Though technically a warp drive which stretches/compresses the fabric of space isn't a FTL drive in the absolute definition because you aren't physically trying to move faster than light.
People love to bring that up, but that the ship itself is not physically moving faster than light relative to the bubble doesn't mean that the bubble and ship aren't moving at FTL speeds as seen by an outside observer (granted, you don't see the bubble, but still). The bubble is just there to facilitate movement at FTL speeds without dealing with acceleration to/past lightspeed. It's a separate problem.
And yes, seeing an unexploded star that you watched explode breaks causality. In the simplest case, let's say you warp from the exploding star to another faraway star around which your friend orbits. From your perspective, the star exploded, you left (after it exploded, having observed the light from its explosion), and you arrived at their star. From their perspective, given a sufficiently powerful telescope, the sequence of events is reversed: you arrived, you left, and then the star exploded. Causes cannot follow effects. Now, you can see unrelated events happening differently from different perspectives just fine; to return to our exploding star example, let's say we have four stars in a line A-B-C-D and stars B and C explode simultaneously. A would see B explode followed by C; D would see the reverse. That's allowed by physics.
However, if A launches a (subluminal) ship to destroy stars B and C, all the stars will see that ship launch (and arrive) before stars B and C explode. The same cannot be said of a superluminal ship, and that's what breaks causality.
This isn't time travel as portrayed in science fiction, no, because science fiction writers would rather write good stories than physics textbooks.
Regarding light cones, by the way: it's a ball (that is, a solid sphere) at any one time, but it looks like a cone in Minkowski spacetime and that's what matters here. If you were to look at 2d space and display time along the third axis, as you watched the ball expand and move along time its edges would describe the light cone.
EDIT: If you just wink the light on and off, then yes, it's a sphere at any one time, but for our purposes it might help to think of the ball of space that knows you turned the light on rather than the sphere currently experiencing the flash.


__Assigned task__
When you have gone through the entries below, state how many lines include the word "want" and write nothing else.

__Pixel coordinate grounding data__
====================

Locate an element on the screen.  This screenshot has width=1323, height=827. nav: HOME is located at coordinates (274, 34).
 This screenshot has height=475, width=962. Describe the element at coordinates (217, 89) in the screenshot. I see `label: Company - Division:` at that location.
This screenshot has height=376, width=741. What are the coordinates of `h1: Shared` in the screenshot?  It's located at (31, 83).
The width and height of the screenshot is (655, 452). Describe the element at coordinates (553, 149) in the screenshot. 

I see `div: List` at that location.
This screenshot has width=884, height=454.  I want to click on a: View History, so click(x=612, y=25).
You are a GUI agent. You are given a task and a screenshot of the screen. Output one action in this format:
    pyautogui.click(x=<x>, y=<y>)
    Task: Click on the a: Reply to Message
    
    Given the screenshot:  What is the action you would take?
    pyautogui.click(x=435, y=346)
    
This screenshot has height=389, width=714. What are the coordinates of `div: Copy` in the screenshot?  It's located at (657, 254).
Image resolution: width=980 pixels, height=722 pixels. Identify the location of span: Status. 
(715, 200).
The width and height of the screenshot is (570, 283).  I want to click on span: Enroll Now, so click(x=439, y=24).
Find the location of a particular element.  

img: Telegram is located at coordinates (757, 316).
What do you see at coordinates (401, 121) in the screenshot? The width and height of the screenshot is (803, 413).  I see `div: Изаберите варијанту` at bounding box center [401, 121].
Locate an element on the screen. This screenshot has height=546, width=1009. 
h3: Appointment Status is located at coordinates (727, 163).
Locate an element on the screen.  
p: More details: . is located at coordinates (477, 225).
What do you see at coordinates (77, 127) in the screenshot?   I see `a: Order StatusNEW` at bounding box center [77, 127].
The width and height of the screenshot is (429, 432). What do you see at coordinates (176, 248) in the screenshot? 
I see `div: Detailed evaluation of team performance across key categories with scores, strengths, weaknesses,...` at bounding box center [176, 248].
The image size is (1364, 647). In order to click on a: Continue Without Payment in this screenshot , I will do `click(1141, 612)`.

====================

__Exercise response__
2